Scientists for the first time have seen a specific particle of matter spontaneously turn into its antimatter twin--a discovery that might require some rewriting of the fundamental theory that governs nature at the subatomic level.
Particle physics is like studying fine wristwatches by slamming them together to see which parts fall out. Except that the particles set loose by giant accelerators tend to exist for the briefest wisps of time--only billionths or even trillionths of a second. As a result, scientists can only observe the results of the decay of these particles, collecting data on their mass and electrical charge. Most of the time, these properties fit the Standard Model, the grand theory that has defined the nature of matter for nearly 4 decades. But sometimes, researchers see a particle behave in a new way that could crack open the door to an entirely new category of forces governing particle interactions.
That's what happened when an international group of physicists called the BaBar Experiment used California's Stanford Linear Accelerator Center (SLAC) to glimpse a heavy particle called a neutral D-meson turning into antimatter before it decayed. A D-meson consists of two smaller elements called quarks, one with a property called charm and the other with a property called anti-up. In an article to be published in Physical Review Letters, the BaBar team trained two high-energy particle beams directly at each other and then examined billions of collisions, which produced about 1 million D-mesons. About 500 showed the telltale signs that D-mesons had converted to antimatter--the same particle but containing the opposite constituents: one anti-charm quark and one up quark.

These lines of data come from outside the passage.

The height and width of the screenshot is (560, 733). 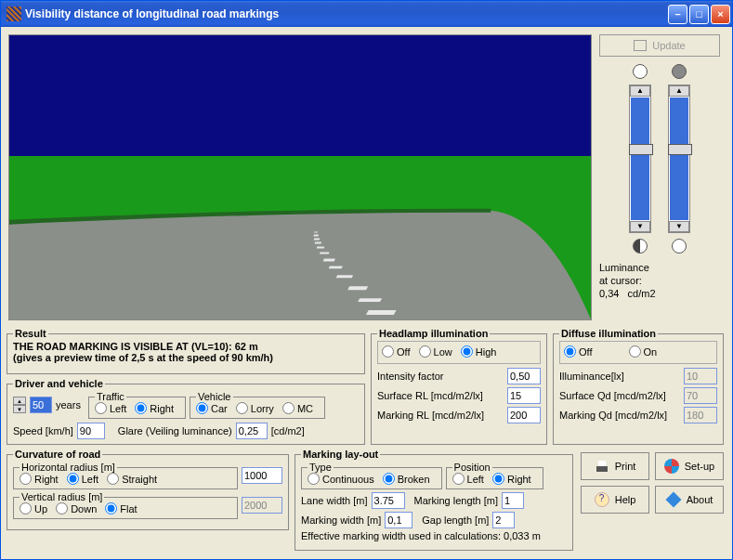 What do you see at coordinates (512, 479) in the screenshot?
I see `pos-right-radio: Right` at bounding box center [512, 479].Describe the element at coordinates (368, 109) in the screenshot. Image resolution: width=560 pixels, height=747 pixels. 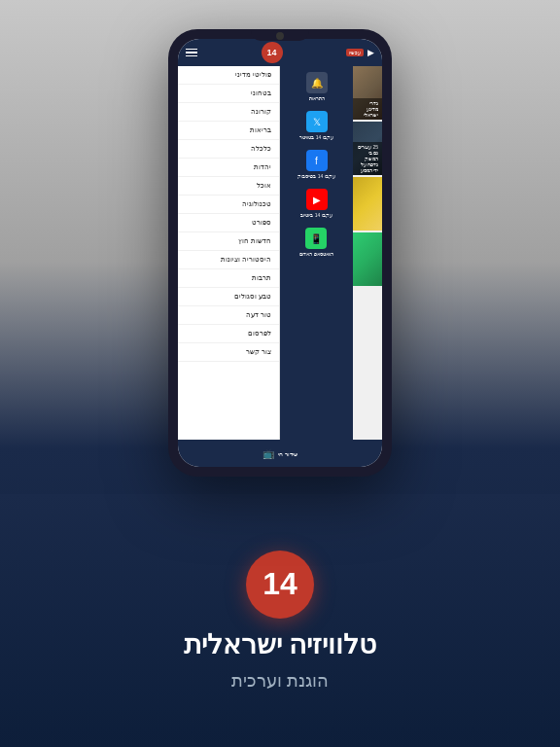
I see `news-caption-1: גדרי מדינע ישראלי` at that location.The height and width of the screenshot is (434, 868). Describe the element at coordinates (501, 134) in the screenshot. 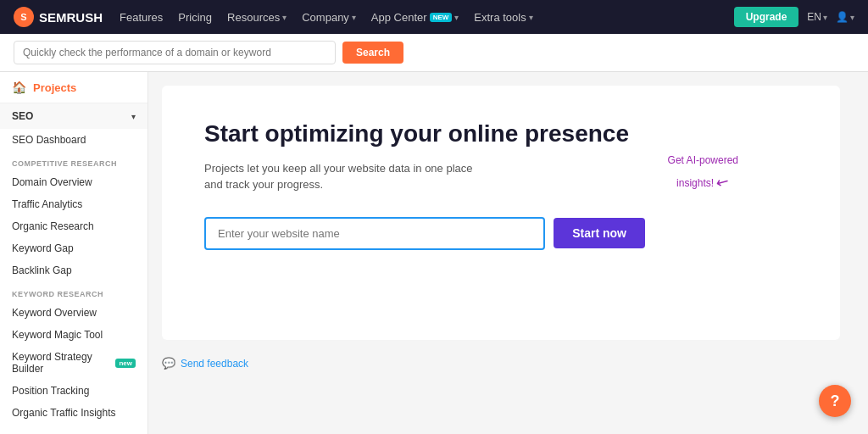

I see `page-title: Start optimizing your online presence` at that location. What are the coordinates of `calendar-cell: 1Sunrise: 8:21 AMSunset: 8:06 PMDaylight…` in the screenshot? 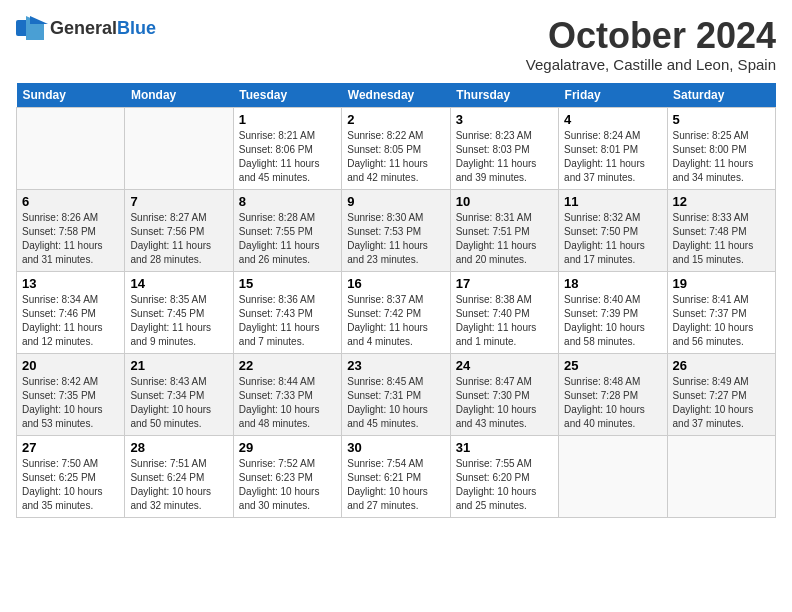 It's located at (287, 148).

Scientists have observed other kinds of mesons turning into antimatter counterparts since the 1950s, but this is the first time anyone has detected a D-meson making the switch, a process called mixing. Researchers had thought the event had never been witnessed before because the D-meson's two constituent quarks were linked in a way that prevents the jump to antimatter.
The discovery by the BaBar group has challenged this assumption, says physicist and SLAC team leader Hassan Jawahery of the University of Maryland, College Park. The D-meson's jump to antimatter could be due to the particle's interactions with forces that are currently unknown, he says: "[it] could be the result of the Standard Model, or it could be new physics."
Physicist Jon Rosner of the University of Chicago agrees that it's too soon to know the significance of the find. Although the detection of D-meson mixing is "a long-sought goal of particle physics," he says, "the theoretical predictions for this effect--even those based on the Standard Model--have been all over the map," so it's "good to see the mixing actually observed."